Foreign

Iran Protest Intensifies Despite Crackdown

Protesters in Iran defied a deadly government crackdown on Saturday night, taking to the streets despite reports suggesting hundreds of people have been killed or wounded by security forces in the past three days.

Verified videos and eyewitness accounts seen by the BBC appeared to show the government was ramping up its response, as it continues an overarching internet blackout.

The country’s attorney general, Mohammad Movahedi Azad, said on Saturday that anyone protesting would be considered an “enemy of God” – an offence that carries the death penalty.

Hundreds of protesters are believed to have arrested since demonstrations began more than two weeks ago.

The protests were sparked by soaring inflation, and have spread to more than 100 cities and towns across every province in Iran. Now protesters are calling for an end to the clerical rulership of Iran’s Supreme Leader Ayatollah Ali Khamenei.

Khamenei has dismissed demonstrators as a “bunch of vandals” seeking to “please” US President Donald Trump.

The Iranian government has imposed the internet shutdown in an effort to stop the protests. Iran’s data infrastructure is tightly controlled by the state and security authorities. Internet access is largely limited to a domestic intranet, with restricted links to the outside world.

Over the past few years, the government has progressively curtailed access to the global internet. However, during the current round of protests, authorities have, for the first time, not only shut down access to the worldwide internet but also severely restricted the domestic intranet.

An expert told BBC Persian that the current shutdown is more severe than that imposed during the “Women, Life, Freedom” uprising three years ago. Alireza Manafi, an internet researcher, said internet access in Iran, in any form, was now “almost completely down”.

He added the only likely way to connect to the outside world was via Starlink, but warned users to exercise caution, as such connections could potentially be traced by the government.

The BBC and most other international news organisations are also unable to report from inside Iran, making obtaining and verifying information difficult.

Nonetheless, some video footage has emerged, and the BBC has spoken to people on the ground.

Verified video from Saturday night showed protesters taking over the streets in Tehran’s Gisha district. Several videos, verified and confirmed as recent by BBC Verify, show clashes between protesters and security forces on Vakil Abad Boulevard in Mashhad, Iran’s second largest city.

Masked protesters are seen taking cover behind wheelie bins and bonfires, while a row of security forces is seen in the distance. A vehicle that appears to be a bus is engulfed in flames.

Multiple gunshots and what sounds like banging on pots and pans can be heard as a green laser beam lights up the scene.

A figure standing on a nearby footbridge is visible in the footage and appears to fire multiple gunshots in several directions as a couple of people take cover behind a fence on the side of the boulevard.

Other videos have also emerged from the capital Tehran. One video, authenticated by BBC Verify, shows a large group of protesters and the sound of banging on pots in Punak Square in west Tehran, which has been one of the hotspots of protests this week.

Another clip, filmed in the Heravi district in north-east Tehran and confirmed by BBC Persian and BBC Verify, shows a crowd of protesters marching on a road and calling for the end of the clerical establishment.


> **Exercise goal**
Go through the material below, count the lines with the word "type", and reply with the count alone.

=== Begin Enclosure ===

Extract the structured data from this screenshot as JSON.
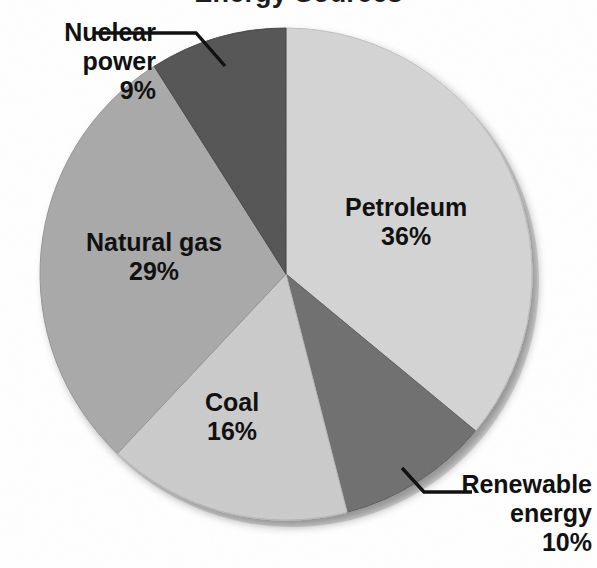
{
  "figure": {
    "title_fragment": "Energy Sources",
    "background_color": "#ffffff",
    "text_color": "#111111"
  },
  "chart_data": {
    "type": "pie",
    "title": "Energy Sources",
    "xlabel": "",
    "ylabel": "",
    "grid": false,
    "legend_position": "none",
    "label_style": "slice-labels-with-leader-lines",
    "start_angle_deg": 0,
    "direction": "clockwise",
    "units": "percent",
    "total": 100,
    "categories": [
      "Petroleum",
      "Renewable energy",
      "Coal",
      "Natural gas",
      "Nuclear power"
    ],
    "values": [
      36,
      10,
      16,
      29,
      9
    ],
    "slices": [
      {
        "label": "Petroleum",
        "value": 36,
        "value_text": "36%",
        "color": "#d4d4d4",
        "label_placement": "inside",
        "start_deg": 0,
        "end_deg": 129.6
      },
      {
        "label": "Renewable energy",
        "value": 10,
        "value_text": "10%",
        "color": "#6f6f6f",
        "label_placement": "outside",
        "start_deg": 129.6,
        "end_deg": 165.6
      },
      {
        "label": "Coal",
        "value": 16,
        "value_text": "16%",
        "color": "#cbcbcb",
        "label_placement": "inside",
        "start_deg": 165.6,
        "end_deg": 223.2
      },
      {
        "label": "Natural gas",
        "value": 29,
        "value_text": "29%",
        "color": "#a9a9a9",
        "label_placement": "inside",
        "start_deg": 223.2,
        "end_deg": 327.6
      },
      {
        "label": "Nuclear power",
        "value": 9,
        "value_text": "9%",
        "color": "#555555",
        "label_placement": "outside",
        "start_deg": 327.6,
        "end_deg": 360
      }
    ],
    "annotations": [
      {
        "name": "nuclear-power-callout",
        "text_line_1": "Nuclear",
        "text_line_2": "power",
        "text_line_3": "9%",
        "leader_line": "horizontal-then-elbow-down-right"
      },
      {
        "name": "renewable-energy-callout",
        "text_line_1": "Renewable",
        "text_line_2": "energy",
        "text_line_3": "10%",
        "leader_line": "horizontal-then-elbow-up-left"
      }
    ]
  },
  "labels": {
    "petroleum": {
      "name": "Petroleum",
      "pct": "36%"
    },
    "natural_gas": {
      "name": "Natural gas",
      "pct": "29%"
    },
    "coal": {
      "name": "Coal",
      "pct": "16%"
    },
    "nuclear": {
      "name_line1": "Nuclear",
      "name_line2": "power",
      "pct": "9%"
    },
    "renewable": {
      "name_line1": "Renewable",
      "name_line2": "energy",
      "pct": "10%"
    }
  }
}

=== End Enclosure ===
=== Begin Enclosure ===

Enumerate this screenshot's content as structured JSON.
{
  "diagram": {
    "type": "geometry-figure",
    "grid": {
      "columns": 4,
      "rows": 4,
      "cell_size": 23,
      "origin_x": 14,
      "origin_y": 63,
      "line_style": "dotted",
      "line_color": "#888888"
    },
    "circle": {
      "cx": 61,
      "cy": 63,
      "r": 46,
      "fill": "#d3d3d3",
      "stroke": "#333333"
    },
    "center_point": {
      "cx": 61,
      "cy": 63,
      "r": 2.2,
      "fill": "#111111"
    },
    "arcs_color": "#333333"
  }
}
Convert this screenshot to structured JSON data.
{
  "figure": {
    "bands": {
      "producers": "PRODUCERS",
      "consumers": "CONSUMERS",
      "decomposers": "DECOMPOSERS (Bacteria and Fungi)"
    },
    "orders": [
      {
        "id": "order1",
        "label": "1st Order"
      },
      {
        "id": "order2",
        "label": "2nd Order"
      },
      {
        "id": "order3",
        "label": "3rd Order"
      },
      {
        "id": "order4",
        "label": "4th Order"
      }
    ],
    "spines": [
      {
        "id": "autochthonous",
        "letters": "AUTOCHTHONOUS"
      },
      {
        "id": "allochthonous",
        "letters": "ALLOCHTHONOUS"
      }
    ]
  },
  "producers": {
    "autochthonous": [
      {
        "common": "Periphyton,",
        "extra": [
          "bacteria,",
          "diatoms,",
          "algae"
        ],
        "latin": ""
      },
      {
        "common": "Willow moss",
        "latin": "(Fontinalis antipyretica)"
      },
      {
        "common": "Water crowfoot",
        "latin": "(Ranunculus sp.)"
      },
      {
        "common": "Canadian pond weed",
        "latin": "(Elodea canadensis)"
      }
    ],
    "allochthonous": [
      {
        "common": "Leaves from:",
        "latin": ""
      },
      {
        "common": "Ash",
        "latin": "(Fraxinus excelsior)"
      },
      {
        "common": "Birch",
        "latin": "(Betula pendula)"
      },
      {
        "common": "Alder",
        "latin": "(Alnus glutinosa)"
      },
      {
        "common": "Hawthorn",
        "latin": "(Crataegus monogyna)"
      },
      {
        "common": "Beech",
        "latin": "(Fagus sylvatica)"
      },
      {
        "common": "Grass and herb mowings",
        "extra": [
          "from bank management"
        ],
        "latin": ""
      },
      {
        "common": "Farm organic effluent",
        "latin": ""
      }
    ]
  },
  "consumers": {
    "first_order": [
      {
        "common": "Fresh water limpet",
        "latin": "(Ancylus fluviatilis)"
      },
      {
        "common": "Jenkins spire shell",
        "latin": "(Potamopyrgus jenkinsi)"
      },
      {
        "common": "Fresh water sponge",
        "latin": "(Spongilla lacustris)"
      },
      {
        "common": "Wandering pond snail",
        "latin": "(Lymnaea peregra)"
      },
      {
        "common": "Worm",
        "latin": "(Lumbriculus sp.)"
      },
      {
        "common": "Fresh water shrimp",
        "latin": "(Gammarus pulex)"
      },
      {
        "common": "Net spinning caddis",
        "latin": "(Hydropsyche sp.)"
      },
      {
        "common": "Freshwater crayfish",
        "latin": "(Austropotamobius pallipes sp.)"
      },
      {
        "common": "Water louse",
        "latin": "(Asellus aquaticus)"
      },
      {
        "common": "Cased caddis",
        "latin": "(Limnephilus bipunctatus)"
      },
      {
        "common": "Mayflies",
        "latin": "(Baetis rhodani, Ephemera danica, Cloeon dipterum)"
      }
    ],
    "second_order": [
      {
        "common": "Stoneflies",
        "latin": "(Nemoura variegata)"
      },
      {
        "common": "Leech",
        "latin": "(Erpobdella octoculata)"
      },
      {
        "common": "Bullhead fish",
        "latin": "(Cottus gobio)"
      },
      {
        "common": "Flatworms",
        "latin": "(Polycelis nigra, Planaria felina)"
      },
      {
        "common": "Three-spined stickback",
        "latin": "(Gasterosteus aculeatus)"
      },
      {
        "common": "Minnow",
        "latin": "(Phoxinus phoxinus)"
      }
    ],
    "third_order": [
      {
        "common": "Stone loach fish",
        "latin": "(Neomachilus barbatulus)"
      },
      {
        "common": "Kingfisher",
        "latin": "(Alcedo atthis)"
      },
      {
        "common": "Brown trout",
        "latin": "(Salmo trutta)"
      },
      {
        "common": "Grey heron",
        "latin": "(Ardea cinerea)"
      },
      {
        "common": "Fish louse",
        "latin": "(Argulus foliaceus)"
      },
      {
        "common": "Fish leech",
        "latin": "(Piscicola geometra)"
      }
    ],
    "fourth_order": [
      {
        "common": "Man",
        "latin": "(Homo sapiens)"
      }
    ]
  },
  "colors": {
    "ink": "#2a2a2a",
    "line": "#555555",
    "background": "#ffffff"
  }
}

=== End Enclosure ===
=== Begin Enclosure ===

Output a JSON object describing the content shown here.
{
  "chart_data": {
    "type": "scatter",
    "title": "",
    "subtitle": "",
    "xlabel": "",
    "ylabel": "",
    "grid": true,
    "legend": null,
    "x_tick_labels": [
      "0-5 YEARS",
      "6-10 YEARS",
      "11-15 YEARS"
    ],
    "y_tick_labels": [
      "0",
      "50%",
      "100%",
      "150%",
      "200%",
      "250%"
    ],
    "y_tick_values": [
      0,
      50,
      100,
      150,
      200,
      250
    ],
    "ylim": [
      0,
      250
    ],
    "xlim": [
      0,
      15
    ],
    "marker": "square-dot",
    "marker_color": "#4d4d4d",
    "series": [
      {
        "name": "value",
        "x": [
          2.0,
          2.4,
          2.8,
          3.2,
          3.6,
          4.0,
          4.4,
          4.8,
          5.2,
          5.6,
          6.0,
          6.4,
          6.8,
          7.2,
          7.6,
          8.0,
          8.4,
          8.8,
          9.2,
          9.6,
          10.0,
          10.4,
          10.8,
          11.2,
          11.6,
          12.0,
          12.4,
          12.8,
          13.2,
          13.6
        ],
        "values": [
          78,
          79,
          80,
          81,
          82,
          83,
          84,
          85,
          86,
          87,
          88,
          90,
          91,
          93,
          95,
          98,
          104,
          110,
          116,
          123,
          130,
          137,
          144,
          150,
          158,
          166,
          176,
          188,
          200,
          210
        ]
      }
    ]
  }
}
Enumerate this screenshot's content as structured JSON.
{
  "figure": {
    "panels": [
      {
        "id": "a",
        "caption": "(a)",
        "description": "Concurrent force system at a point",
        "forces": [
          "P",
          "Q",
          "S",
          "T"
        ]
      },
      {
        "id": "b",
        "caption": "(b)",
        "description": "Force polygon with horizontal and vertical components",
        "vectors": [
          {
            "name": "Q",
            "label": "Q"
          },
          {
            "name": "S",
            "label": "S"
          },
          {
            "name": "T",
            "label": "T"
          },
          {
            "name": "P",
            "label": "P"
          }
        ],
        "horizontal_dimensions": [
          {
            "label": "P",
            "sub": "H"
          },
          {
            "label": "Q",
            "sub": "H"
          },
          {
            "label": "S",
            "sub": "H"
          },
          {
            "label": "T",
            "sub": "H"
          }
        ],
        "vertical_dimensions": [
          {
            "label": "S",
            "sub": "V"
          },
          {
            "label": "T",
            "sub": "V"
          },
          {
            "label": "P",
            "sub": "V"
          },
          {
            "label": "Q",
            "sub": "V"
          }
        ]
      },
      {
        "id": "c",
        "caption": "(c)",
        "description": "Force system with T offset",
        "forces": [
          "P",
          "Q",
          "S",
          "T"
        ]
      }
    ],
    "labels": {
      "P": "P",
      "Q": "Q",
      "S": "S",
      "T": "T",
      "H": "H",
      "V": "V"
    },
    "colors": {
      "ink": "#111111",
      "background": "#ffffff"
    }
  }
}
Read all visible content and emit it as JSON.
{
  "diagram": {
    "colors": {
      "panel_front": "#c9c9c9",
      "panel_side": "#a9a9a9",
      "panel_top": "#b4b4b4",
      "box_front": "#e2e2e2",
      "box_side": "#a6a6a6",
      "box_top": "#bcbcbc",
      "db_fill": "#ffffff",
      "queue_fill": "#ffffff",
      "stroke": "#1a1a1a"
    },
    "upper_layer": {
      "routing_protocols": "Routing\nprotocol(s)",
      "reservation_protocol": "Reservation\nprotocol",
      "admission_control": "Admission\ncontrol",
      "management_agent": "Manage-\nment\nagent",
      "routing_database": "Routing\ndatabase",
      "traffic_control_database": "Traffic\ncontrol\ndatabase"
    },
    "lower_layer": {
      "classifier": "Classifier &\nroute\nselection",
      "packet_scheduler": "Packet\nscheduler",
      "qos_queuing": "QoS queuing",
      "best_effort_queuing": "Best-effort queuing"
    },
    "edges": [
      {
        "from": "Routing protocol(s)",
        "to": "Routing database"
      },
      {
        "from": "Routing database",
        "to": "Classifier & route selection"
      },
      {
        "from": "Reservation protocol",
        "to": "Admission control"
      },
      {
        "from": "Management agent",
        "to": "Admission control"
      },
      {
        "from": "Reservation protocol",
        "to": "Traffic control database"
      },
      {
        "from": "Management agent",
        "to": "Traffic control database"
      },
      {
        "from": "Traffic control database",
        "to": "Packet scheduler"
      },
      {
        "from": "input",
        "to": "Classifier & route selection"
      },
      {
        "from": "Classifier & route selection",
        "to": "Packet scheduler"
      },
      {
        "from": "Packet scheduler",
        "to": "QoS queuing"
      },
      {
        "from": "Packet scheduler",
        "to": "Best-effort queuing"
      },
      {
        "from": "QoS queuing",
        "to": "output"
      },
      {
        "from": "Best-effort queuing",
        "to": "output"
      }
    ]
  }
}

=== End Enclosure ===

> **Output for this task**
3